What is the backlog?

With the crime of rape, a victim's body is part of the crime scene. A sexual assault evidence kit (referred to here as a "rape kit") is the collection of DNA evidence from a rape victim's body. If the victim decides to report the crime to the police, the rape kit is booked into police evidence. Not every one of these booked rape kits will get tested and they become part of what we refer to as the rape kit backlog—untested rape kits in both police storage and crime lab facilities.

We consider every untested rape kit to be a backlogged kit.

In a minority of law enforcement jurisdictions in the United States—notably New York City, Los Angeles, and the state of Illinois—policy or law requires that every rape kit booked into police evidence is sent to the crime laboratory and tested.

Unfortunately, the vast majority of law enforcement jurisdictions do not require that every rape kit be tested. Experts in the federal government estimate that there are hundreds of thousands of untested rape kits in police and crime lab storage facilities throughout the United States.


About Sexual Violence

Every year, tens of thousands of individuals report their rape to the police. Despite that figure, rape has the lowest reporting, arrest and prosecution rates of all violent crimes in the United States. The statistics around sexual violence are shocking:

  • 1 in 6 women will be sexually assaulted in their lifetime.
  • Every 2 minutes, someone in the U.S. is sexually assaulted.
  • Only 6% of rapists will ever spend a day in jail.


What is a Rape Kit?

In the United States, a sexual assault evidence collection kit is a set of items used by medical personnel for gathering and preserving a variety of evidence types and providing medical care following a sexual assault that can be used in rape investigation. The kit was developed by Louis R. Vitullo and was for many years referred to as the Vitullo kit. It is commonly referred to as a rape kit.

The contents of the kit vary from state to state, but most kits include the following items:

  • Detailed instructions for the examiner
  • Forms for documenting the procedure and evidence gathered
  • Tubes and containers for blood and urine samples
  • Paper bags for collecting clothing and other physical evidence
  • Swabs for biological evidence collection
  • A large sheet of paper on which the victim undresses to collect hairs and fibers
  • Dental floss and wooden sticks for fingernail scrapings
  • Glass slides
  • Sterile water and saline
  • Envelopes, boxes and labels for each of the various stages of the exam
The rape kit examination may take between four and six hours to complete.

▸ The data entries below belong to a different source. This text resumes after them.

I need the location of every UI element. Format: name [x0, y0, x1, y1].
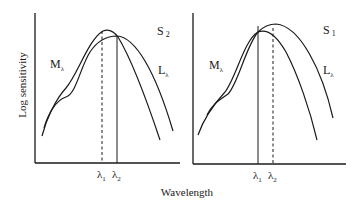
x-axis-label: Wavelength	[161, 186, 214, 198]
right-lambda1-label: λ1	[253, 169, 262, 184]
right-l-label: Lλ	[323, 63, 334, 79]
right-l-curve	[207, 24, 333, 118]
left-panel-label: S2	[157, 24, 170, 39]
left-lambda1-label: λ1	[97, 168, 106, 183]
right-panel-label: S1	[323, 23, 336, 38]
left-l-label: Lλ	[158, 63, 169, 79]
left-l-curve	[44, 36, 173, 131]
panel-left: S2 Mλ Lλ λ1 λ2	[35, 13, 180, 183]
sensitivity-diagram: Log sensitivity S2 Mλ Lλ λ1 λ2	[0, 0, 361, 209]
y-axis-label: Log sensitivity	[16, 52, 28, 118]
right-lambda2-label: λ2	[268, 169, 277, 184]
left-m-curve	[42, 30, 160, 140]
left-lambda2-label: λ2	[112, 168, 121, 183]
panel-right: S1 Mλ Lλ λ1 λ2	[193, 13, 346, 184]
left-m-label: Mλ	[50, 57, 65, 73]
right-m-label: Mλ	[209, 58, 224, 74]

When Did the Backlog Begin?

Sexual assault evidence kits were collected from victims starting in the 1970s, but DNA testing was not regularly used as evidence until the mid-1990s, after significant advancements in DNA technology. This means that very few rape kits collected before the 1990s would have been tested for DNA, although they may have been analyzed to determine the perpetrator's blood type.

Thus, ever since rape kit evidence collection exams have existed, there were likely untested rape kits sitting in police storage facilities according to common practice of the time and due to a lack of testing technology. Still, in recent audits of rape kit backlogs, investigators found untested rape kits not just from old cases, but also from new cases that occurred well after DNA evidence technology advances made such evidence valuable.


Why does the backlog exist?

In the many jurisdictions where there is no law or policy that mandates the testing of all collected rape kits, whether or not a kit is tested is based on the discretion of police or prosecutors. There are various reasons why law enforcement may decide not to request a kit for testing, including a lack of resources necessary for testing requests. Untested rape kits also represent the fact that many rape cases are closed before making it very far in the criminal justice system.

Very few rape cases make it to an investigative stage where law enforcement would request the kit for testing. In the United States, according to the latest FBI crime data, the crime of rape has a 24% arrest rate-the lowest recorded arrest rate for rape in nearly 40 years of tracking such information. This means that a rape victim has a one in five chance of seeing her perpetrator brought to justice. It also means that a rapist has a 74% chance of getting away with the crime.

Even when law enforcement does send rape kits to the crime lab for testing, those kits can sit for months and, in some cases, years, before being tested. This delay is often because crime labs lack the resources and personnel to test rape kits in a timely manner. This delay in testing also represents a rape kit backlog.